Basically, Winlogbeat is a data shipper to Elasticsearch. Which ships windows specific data to an index named winlogbeat with a specific schema and document structure.
You can't merge another document with a different schema into winlogbeat index.
If your goal is to correlate different data points. Please use Time-series visual builder to overlay two different datasets to visualize.
Hi I am new to Elastic stack. This is basically a design based question. We have lot of Kafka Topics (>500) and each of them store json as data exchange format. Now we are planning to build a Kafka Consumer and dump all the records/jsons into a Single Index. We have some requirements but to begin with the most important one being, able to search through all the relevant jsons based on few important field values. For example if I have multiple jsons having field correlation id with a value XYZ, then if I enter XYZ then it should be able to search through all the topics.
Also as an additional question, since we are using Kibana do we have some inbuilt visualization for this search thing so that we dont need to build our own UI? This is simply for management searching specific values and need not be very fancy UI.
What should be the best thing to do, is having a single index the best design? What all things we need to consider? I read about the standard Analyzer and am wondering if that is enough for our purpose.
Assumption- All Kafka topics will store jsons and each json can be of different formats. Some might have lots of nesting, some might have nested objects. Some might be simple.
When I transfer or stream two and three tables then I can easily map in Elasticsearch but can I map automatically map topics to index
I have streamed data from PostgreSQL to ES by mapping manually topic.index.map=topic1:index1,topic2:index2, etc.
Can I map automatically whatever topics send by producer then consumer consume in ES connector automatically?
By default, the topics map directly to an index of the same name.
If you want "better" control, you can use RegexRouter in a transforms property
To quote the docs
topic.index.map
This option is now deprecated. A future version may remove it completely. Please use single message transforms, such as RegexRouter, to map topic names to index names
If you cannot capture a single regex for each topic in the connector, then run more connectors with a different pattern
Consider the following use case:
I want the information from one particular log line to be indexed into Elasticsearch, as a document X.

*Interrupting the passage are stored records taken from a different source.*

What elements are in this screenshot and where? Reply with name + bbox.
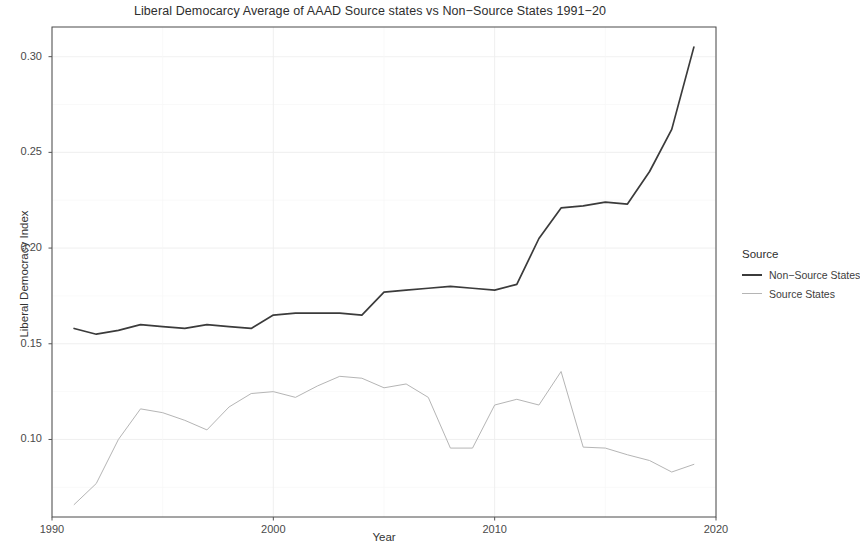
legend-label: Non−Source States: [769, 269, 860, 281]
legend-entries: Non−Source StatesSource States: [742, 269, 854, 300]
legend-key-line-icon: [742, 289, 762, 299]
legend-entry: Source States: [742, 288, 854, 300]
legend-title: Source: [742, 248, 854, 260]
legend-entry: Non−Source States: [742, 269, 854, 281]
legend: Source Non−Source StatesSource States: [742, 248, 854, 307]
legend-key-line-icon: [742, 270, 762, 280]
legend-label: Source States: [769, 288, 835, 300]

I want the information from some log line further down the log file to be indexed into the same document X (not overriding the original, just adding more data).

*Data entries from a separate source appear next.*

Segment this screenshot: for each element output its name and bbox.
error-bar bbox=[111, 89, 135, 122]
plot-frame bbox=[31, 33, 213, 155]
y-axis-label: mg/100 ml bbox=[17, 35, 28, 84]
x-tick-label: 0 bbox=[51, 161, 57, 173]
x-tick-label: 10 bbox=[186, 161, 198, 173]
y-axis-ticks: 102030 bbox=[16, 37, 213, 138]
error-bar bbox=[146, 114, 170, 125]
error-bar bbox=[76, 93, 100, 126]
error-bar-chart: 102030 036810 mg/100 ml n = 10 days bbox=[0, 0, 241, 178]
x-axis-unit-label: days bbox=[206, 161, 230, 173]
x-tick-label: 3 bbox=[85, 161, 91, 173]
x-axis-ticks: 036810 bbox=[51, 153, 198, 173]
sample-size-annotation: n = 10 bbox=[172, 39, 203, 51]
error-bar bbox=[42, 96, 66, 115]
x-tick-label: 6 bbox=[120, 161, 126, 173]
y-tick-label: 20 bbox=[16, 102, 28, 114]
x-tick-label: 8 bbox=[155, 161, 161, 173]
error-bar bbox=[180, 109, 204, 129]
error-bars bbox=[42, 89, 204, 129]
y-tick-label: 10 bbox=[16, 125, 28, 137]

The first part, I can obviously achieve with filebeat.
For the second, does anyone have any idea about how to approach it? Could I still use filebeat + some pipeline on an ingest node for example?
Clearly, I can use the ES API to update the said document, but I was looking for some solution that doesn't require changes to my application - rather, it is all possible to achieve using the log files.
Thanks in advance!
No, this is not something that Beats were intended to accomplish. Enrichment like you describe is one of the things that Logstash can help with.

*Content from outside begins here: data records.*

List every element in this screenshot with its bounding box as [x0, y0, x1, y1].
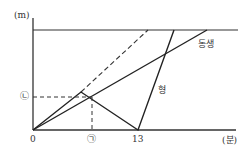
x-mark-13-label: 13: [132, 135, 143, 144]
hyung-line: [33, 30, 174, 130]
origin-label: 0: [30, 135, 36, 144]
x-unit-label: (분): [222, 136, 237, 145]
y-unit-label: (m): [14, 11, 30, 20]
dongsaeng-label: 동생: [198, 40, 214, 49]
x-mark-a-label: ㉠: [87, 135, 96, 144]
distance-time-graph: [0, 0, 252, 155]
dongsaeng-line: [33, 30, 207, 130]
y-mark-b-label: ㉡: [20, 92, 29, 101]
hyung-label: 형: [158, 86, 166, 95]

Logstash has an Elasticsearch input that would allow you to retrieve data from ES and use it in the pipeline for enrichment. And the Elasticsearch output supports upsert operations (update if exists, insert new if not). Using both those features you can enrich and update documents as new data comes in.
You might want to consider ingesting the log lines as is to Elasticearch. Then using Logstash, build a separate index that is entity specific and driven based on data from the logs.